More concerned with oil interests, and rolling out the red carpet and shaking his hand.
For decades Gaddafi has been allowed his terror tactics, yet
when Israel decides to exercise her right and duty to protect her citizens and fight a defensive war against the Hamas terror organization she's accused of being disproportionate. Well, what's happening now in Libya is at the very least disproportionate.
Charlieray15
March 31st, 2011 8:41pmAnother useful example to draw on is Algeria. When they had elections the goat botherers won, so the army had to step in. The goat botherers will also be the beneficiaries of the "Arab Spring".
Viewed dispassionately, I don't think Israel can survive long term, the way things are going. I don't want this, it's just the way it looks. I don't want Man U to win the league this season, but that's the way it looks. Doesn't make me a Man U fan, anything but.
JOHN ROOSEVELT
March 31st, 2011 9:59pmAugustus: you forgot to mention that "the rebels" have apparently sold chenical weapons to Hizbollah and Hamas in a deal brokered by Iran and the weaponry is on its way across the desert sands...
This intervention will go down in history as one of the lowest points in the modern history of Europe and Us foreign policy.
JOHN ROOSEVELT
March 31st, 2011 10:04pmCharlieay15: "Viewed dispassionately, I don't think Israel can survive long term"
What was it that JM Keynes said about the "long term" - that we are all dead?
JOHN ROOSEVELT
March 31st, 2011 10:36pmLiberal conservative;" If the unrest in Syria and Iran had followed the same pattern as in Libya - and perhaps public discontent may one day reach the critical mass where that can happen - then America and Europe would be launching air strikes to help the rebels. It is not an anti-Western conspiracY".
Gosh, now there's a moral yardstick second to none. Inspirational..

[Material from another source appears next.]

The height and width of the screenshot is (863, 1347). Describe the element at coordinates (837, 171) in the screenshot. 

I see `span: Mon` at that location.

Let the green revolutionaries be tortured and perish down till the last man...unless they can muster what our our brave Liberal Conservative deems an 'armed insurrection".

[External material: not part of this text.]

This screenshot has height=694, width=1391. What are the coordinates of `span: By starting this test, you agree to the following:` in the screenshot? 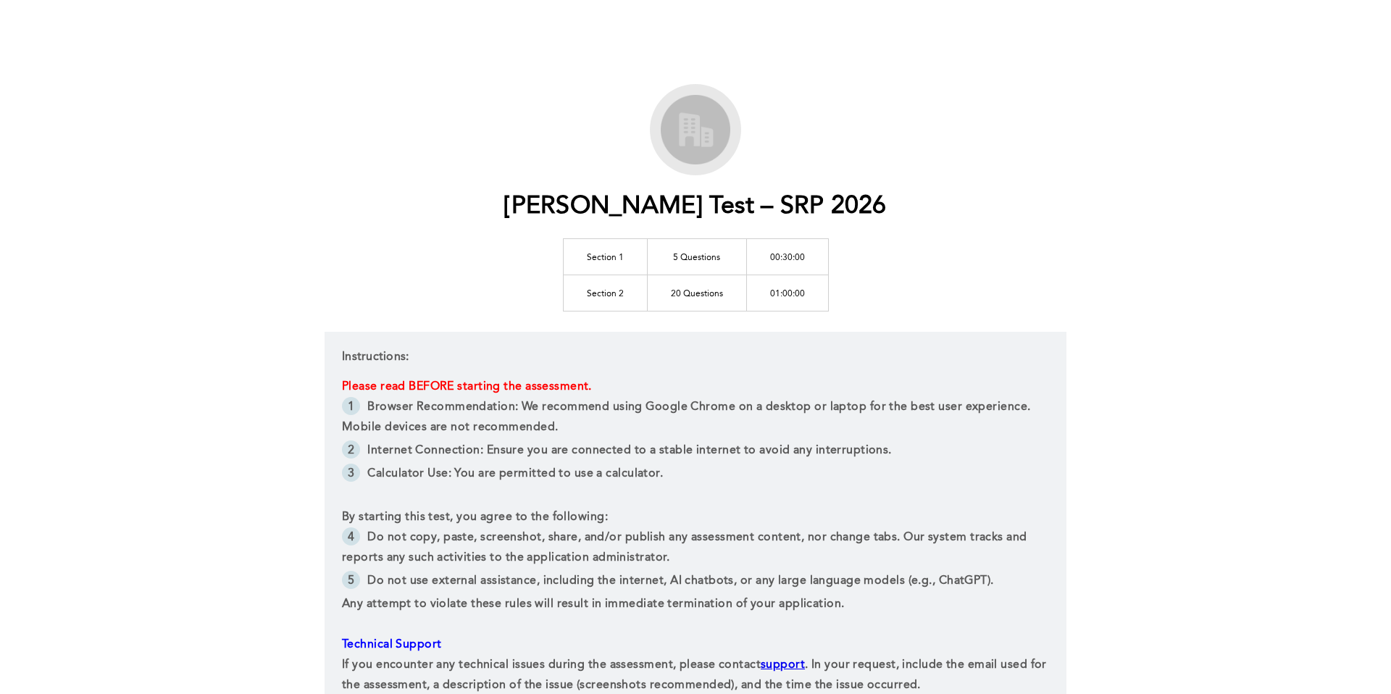 It's located at (474, 517).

Holy sh*t! One wonders, then, why it took so long for perfidious Albion to react against Serbia.
Amazingly nasty idiocy from this mullet.
An American
April 1st, 2011 1:44amAs US gas prices soar, so goes our food prices.
We have a government that alloted 50 billion to big corporate farmers to grow more corn for ethanol. Using corn to make ethanol is going to come back to bite not only Americans, but our southern neighbors. As corn becomes more and more expensive to produce and purchase, our southern neighbors will begin to go hungry since corn tortillas are their main food staple. And who could blame these nations/people for resenting a country who hogs their daily food intake for US gas tanks.
This will push South America, Central American and Mexico even farther left, right into the Communist's waiting arms...and we have our greedy big corporate farmers, their paid-for Congressional representatives and the far-left 'green' environmentalists to blame WHEN...not if...it happens.
Obama inherited this looming disaster but has made it even worse by allowing increasing the percentage of ethanol from 10% to 15%. All to keep the environmentalists voting for him. This guy has no soul.
T23CKL
April 1st, 2011 4:44amComing up with a more coherent Middle Eastern policy isn't hard. You start with those factions/governments you can't support (Islamists, Iranian-backed, etc..) and you support the side that wants real freedom/choice for their country. If neither side qualifies, you stay out. As it appears, the Middle East is a rat hole with few "freedom fighters." Let them fight it out.
The world leaders are willfully clueless, and the results are going to be a repeat of the 1979 Revolution at best.
Comprehensiveboy
April 1st, 2011 8:24amMr McNulty I believe you have it right. Same thing will happen in NI when it kicks off again. And it could happen if an Islamic enclave decared a sort of 'Easter Rising Moment' in a British City. They just need to raise the flag with a modicum of popular support amongst their constituency and get a violent response.
robert hendry
April 1st, 2011 11:01pmWhat a pity your not the Primeminister Melanie.
Paige Amateur
April 25th, 2011 5:09pmEvery unpunished murder takes away something from the security of every man's life.